In the past few years I have begun thinking and talking about ‘Mother Earth’ as an ancient being sailing through the infinite and the eternal–Who also provides an intimate home for all the embodied beings who will ever live upon Her. This perspective provides me with an alternative to religious perspectives which tend to polarize between a limited present lifetime and an eternity beyond this abode of impermanence and suffering (a ‘veil of tears’ which individuals lack the power or the goodness to personally surmount). And so–rising up to apparently connect the local with the global, the self with something greater, and to span the gap between fallen creatures and an unattainable beyond—many people today look to Mother Earth.
There’s an old saying that if something seems improbable it probably is; and an ‘unearned’ eternity of bliss strikes me as improbable. It seems morally necessary for us flawed beings, living in our flawed collectives, to assume responsibility to live as well as we are able to right here and now, if we are to have any authentic hope of graduating to a finer realm.

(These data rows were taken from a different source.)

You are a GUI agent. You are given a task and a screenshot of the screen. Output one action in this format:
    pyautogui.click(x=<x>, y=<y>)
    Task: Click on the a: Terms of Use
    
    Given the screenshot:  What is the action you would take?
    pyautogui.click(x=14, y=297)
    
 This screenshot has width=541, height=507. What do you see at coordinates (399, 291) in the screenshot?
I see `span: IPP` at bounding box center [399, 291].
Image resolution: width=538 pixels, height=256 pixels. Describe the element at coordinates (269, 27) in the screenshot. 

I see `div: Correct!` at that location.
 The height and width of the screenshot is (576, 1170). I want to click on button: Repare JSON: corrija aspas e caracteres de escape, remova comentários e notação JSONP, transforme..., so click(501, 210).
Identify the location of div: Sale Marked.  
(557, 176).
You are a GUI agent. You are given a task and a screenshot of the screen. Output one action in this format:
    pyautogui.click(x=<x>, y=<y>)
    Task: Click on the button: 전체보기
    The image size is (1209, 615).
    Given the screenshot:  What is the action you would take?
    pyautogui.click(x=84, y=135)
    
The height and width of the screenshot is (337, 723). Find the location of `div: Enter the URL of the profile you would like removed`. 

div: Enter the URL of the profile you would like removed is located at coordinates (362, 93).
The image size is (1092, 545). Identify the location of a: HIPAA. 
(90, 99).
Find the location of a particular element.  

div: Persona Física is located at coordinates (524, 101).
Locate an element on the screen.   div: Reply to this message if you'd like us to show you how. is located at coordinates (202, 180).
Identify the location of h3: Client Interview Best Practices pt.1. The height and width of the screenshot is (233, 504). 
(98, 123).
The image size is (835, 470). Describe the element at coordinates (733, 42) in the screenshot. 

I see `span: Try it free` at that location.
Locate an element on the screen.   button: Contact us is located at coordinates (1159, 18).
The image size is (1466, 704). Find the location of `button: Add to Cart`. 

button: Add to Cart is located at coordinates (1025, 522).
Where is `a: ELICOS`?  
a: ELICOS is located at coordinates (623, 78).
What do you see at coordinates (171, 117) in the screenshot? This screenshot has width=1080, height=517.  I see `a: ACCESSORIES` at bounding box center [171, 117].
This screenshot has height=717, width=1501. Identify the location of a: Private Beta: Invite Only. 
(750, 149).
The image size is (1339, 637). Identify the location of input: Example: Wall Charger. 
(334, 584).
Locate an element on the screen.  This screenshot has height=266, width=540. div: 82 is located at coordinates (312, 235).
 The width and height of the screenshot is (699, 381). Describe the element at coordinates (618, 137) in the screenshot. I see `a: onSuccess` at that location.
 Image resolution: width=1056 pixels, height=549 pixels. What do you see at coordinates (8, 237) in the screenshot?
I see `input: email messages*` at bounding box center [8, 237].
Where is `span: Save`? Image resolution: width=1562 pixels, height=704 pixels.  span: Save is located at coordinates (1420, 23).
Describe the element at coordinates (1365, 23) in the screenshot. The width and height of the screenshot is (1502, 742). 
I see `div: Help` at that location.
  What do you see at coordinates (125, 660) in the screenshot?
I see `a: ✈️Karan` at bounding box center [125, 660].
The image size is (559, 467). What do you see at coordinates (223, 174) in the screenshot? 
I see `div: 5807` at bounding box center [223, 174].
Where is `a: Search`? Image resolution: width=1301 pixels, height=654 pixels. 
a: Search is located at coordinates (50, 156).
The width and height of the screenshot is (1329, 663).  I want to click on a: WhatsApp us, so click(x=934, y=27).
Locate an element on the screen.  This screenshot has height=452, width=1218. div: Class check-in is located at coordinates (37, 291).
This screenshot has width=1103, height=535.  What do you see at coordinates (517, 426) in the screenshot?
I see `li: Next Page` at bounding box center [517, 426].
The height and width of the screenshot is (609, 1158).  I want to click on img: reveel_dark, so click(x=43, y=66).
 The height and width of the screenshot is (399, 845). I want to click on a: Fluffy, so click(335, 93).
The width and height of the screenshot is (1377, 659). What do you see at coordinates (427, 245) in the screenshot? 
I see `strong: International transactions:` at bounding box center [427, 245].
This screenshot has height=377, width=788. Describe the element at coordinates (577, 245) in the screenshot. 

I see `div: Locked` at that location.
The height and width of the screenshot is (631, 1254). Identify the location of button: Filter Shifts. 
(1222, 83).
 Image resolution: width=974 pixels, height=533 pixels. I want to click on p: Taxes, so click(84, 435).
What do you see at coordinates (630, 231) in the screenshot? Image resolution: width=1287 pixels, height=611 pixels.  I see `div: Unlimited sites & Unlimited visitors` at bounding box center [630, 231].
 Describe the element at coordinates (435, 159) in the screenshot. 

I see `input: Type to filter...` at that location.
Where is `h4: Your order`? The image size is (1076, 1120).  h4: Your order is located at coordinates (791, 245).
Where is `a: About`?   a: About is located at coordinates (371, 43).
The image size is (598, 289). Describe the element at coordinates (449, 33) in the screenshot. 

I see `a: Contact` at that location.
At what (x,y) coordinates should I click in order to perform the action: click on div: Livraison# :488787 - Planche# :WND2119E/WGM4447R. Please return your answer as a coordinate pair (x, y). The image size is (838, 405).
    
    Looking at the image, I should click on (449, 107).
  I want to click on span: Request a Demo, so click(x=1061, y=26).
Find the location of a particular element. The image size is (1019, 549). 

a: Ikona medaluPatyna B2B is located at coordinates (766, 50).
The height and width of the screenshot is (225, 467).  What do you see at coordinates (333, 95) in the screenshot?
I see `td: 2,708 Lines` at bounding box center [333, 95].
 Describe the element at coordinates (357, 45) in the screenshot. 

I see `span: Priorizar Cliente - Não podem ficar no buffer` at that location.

And where are we to practice this ‘responsibility’? That’s when I look around and notice that I have not been selected for some unique and privileged future and that my present difficulties are not anything special in a ‘world’ marked by great suffering for so many.
There’s a story from the life of the Buddha, that a man suffering from a great loss came to the Buddha, asking for a teaching that would help him be free of his suffering. The Buddha told him to go into the surrounding town and to knock on people’s doors until he found someone whose life was free of such losses. The man left and returned three days later, having been unable to find a single person who had not also been marked by loss and death.
So I want to hold onto my image of Mother Earth: as my personal foothold in time and space; as Herself an ancient being at home in the infinite and the eternal; as the closest thing to a greater whole that I can actually touch and move through; and whose survival and health as a ‘world for the many’ is more important than my own.
But if I don’t go out among the fellow beings with whom I share this planet and this present time in eternity, it will be only my head that is thereby searching for a half-way house, not my heart realizing that I am already at home.
Hey, Michael,
I just read a book recommended by a friend that changed my life. I did not learn anything new, but was reminded, gently and clearly, of what I am doing on this earth. It’s very short. Called “A Story Waiting to Pierce You” by Peter Kingsley. You might enjoy it. Have a wonderful, peaceful thanksgiving.
Jesus told his disciples, “in this world you will have trouble.” He didn’t say they wouldn’t have joy. I’m fact he said they would, but he also told them there is another place in another dimension for them and for us. I expect l will see you there. That’s my world view. Have a good Thanksgiving.